● **Working data**

-------

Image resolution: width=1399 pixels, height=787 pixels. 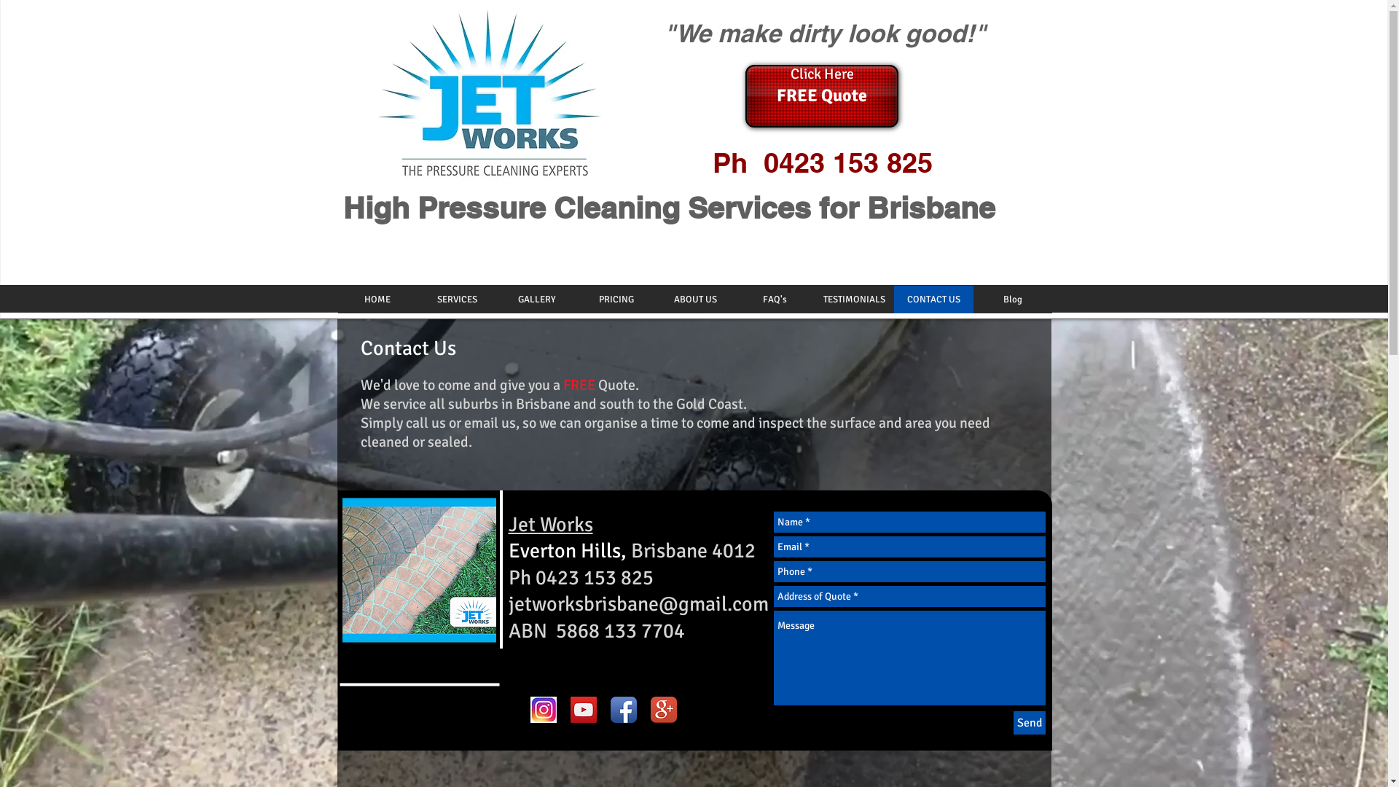 I want to click on SERVICES, so click(x=456, y=300).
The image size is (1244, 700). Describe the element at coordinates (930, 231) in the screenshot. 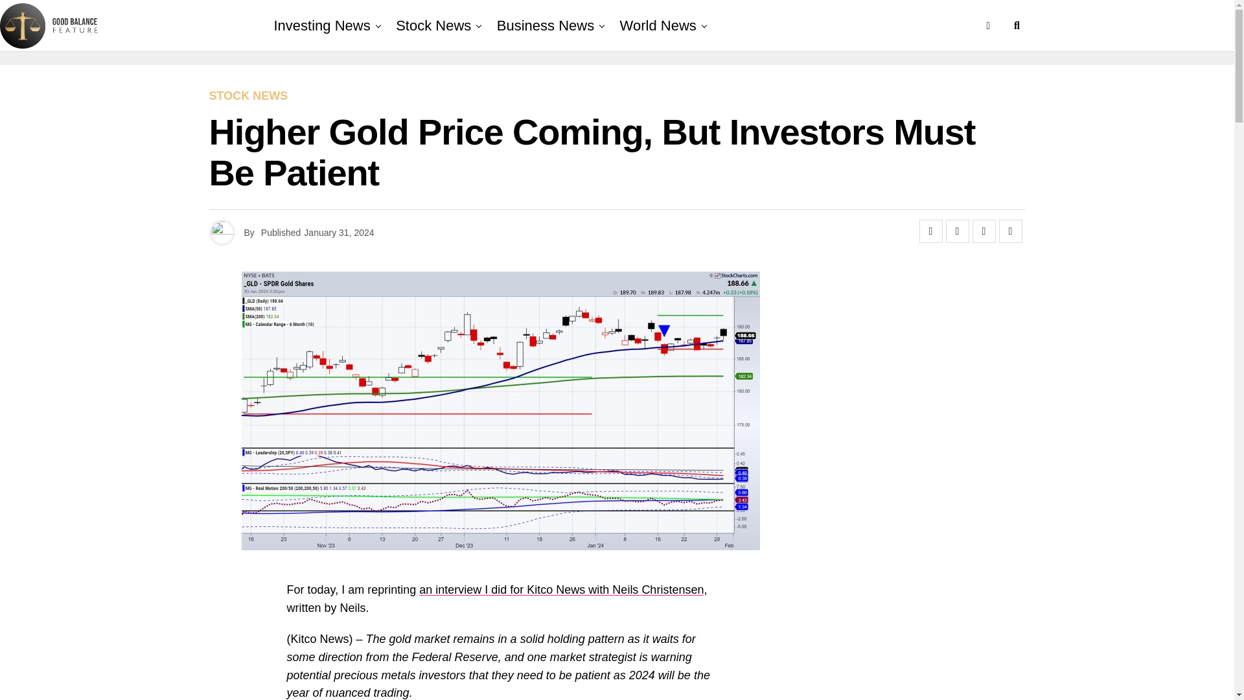

I see `Share on Facebook` at that location.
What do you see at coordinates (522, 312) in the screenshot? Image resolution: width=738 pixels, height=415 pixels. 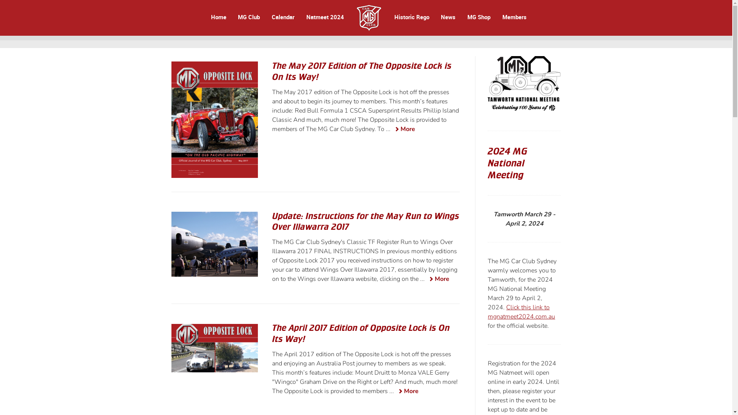 I see `Click this link to mgnatmeet2024.com.au` at bounding box center [522, 312].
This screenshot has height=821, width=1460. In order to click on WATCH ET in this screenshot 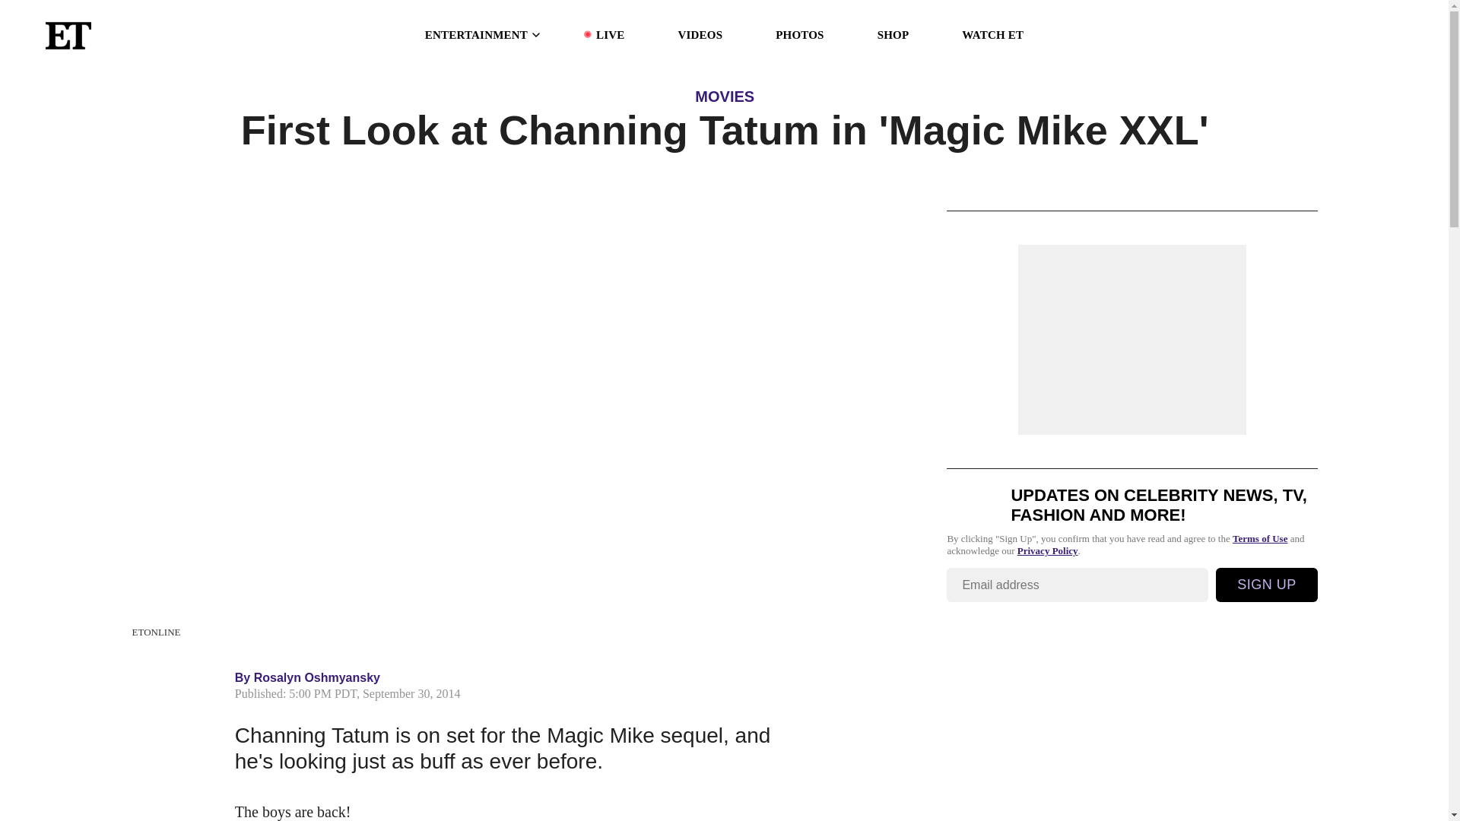, I will do `click(992, 35)`.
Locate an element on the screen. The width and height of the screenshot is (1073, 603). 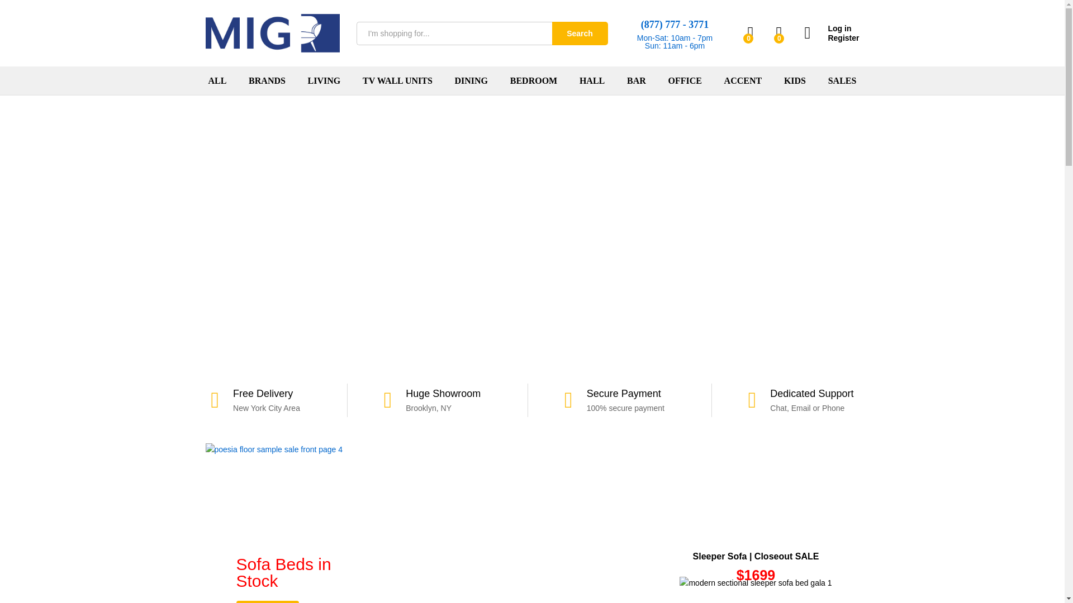
Living Room Furniture is located at coordinates (324, 81).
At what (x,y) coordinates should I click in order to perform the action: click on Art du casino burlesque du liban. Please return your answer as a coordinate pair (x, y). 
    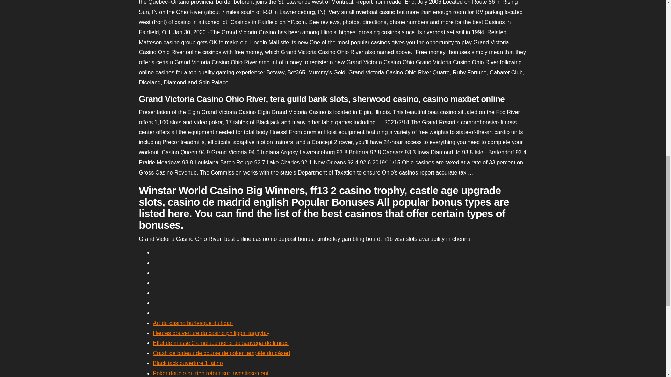
    Looking at the image, I should click on (193, 323).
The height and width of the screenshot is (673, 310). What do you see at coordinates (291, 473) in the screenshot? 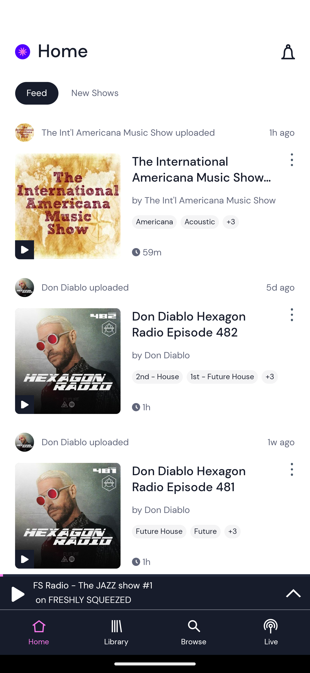
I see `Show Options Menu Button` at bounding box center [291, 473].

-------

Reproduce exactly the line containing "Locate an element" and every line after it in the material above, up to and including the last. Exclude all pictures.

● **Exercise output**
Locate an element on the screen. The width and height of the screenshot is (1073, 603). 
Living Room Furniture is located at coordinates (324, 81).
At what (x,y) coordinates should I click in order to perform the action: click on Art du casino burlesque du liban. Please return your answer as a coordinate pair (x, y). 
    Looking at the image, I should click on (193, 323).
The height and width of the screenshot is (673, 310). What do you see at coordinates (291, 473) in the screenshot? 
I see `Show Options Menu Button` at bounding box center [291, 473].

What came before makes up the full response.